The Arabidopsis plant, like most plants, generates sugars and starches during the day via photosynthesis. The sugars are metabolized, but the starches are stored for nighttime use so the plant can continue to grow and survive overnight. Unlike most plants, the Arabidopsis plant does something amazing. It uses starch at an (almost) constant rate each night and it chooses such that by the time morning comes, 95% of the stored starch is gone, independent of the length of the night! In other words, the plant knows when morning will come and does math to figure out how to last through the night.
Can you do the same math Arabidopsis does? On a standard 12 hour night, an Arabidopsis plant uses starch at a constant rate . You place an Arabidopsis plant in a dark room 2 hours early and the plant begins to use starch at a rate . What is ?

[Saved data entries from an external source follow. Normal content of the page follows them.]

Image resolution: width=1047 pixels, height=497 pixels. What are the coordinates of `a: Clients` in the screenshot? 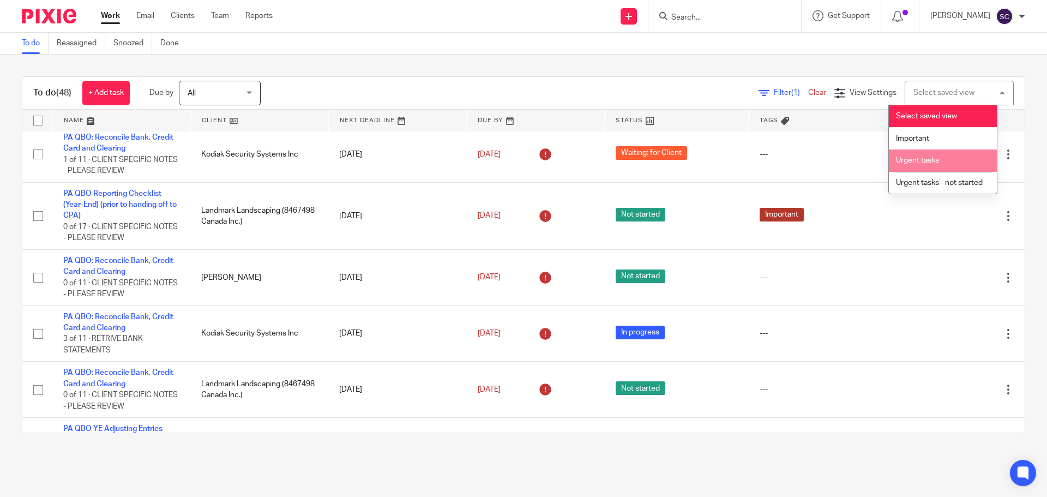 It's located at (183, 16).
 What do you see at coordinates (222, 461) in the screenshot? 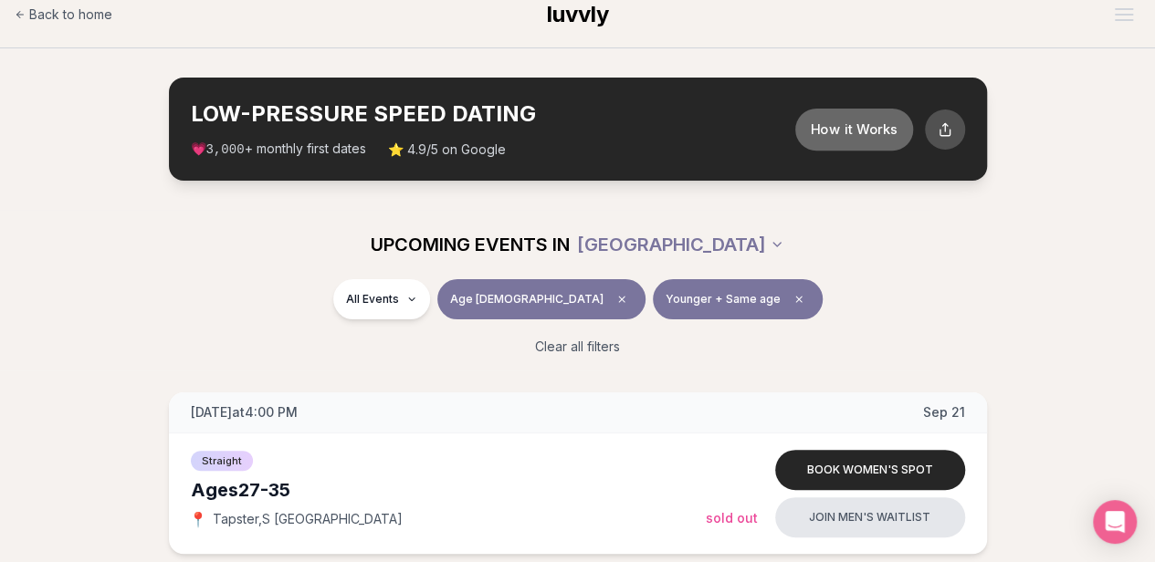
I see `span: Straight` at bounding box center [222, 461].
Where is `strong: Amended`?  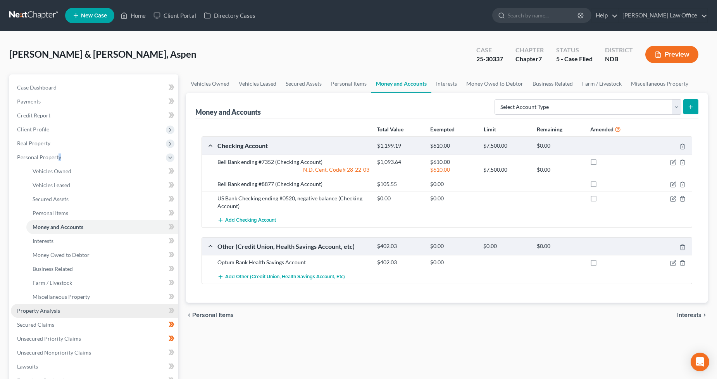 strong: Amended is located at coordinates (602, 129).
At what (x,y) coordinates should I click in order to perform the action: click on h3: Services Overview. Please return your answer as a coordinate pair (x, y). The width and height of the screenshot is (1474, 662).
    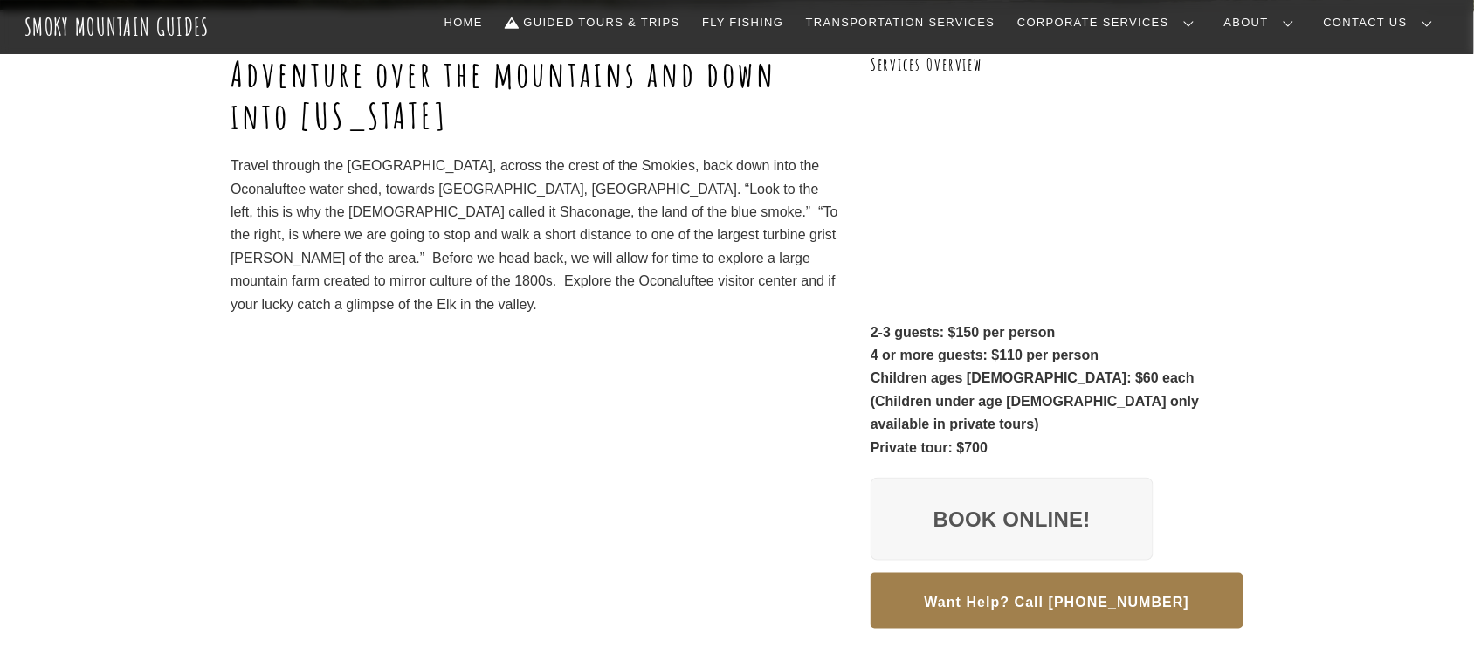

For more reading, check this out.
Details and assumptions
This section requires Javascript.
You are seeing this because something didn't load right. We suggest you, (a) try
refreshing the page, (b) enabling javascript if it is disabled on your browser and,
finally, (c)
loading the
non-javascript version of this page
. We're sorry about the hassle.
Let us say that the starch consumed on the 12-hr night is S.
Thus the rate, R1 = S/12.
Now, the same amount of starch S will be consumed the next night as well, but due to the 2-hr delay, it will take 14 hrs.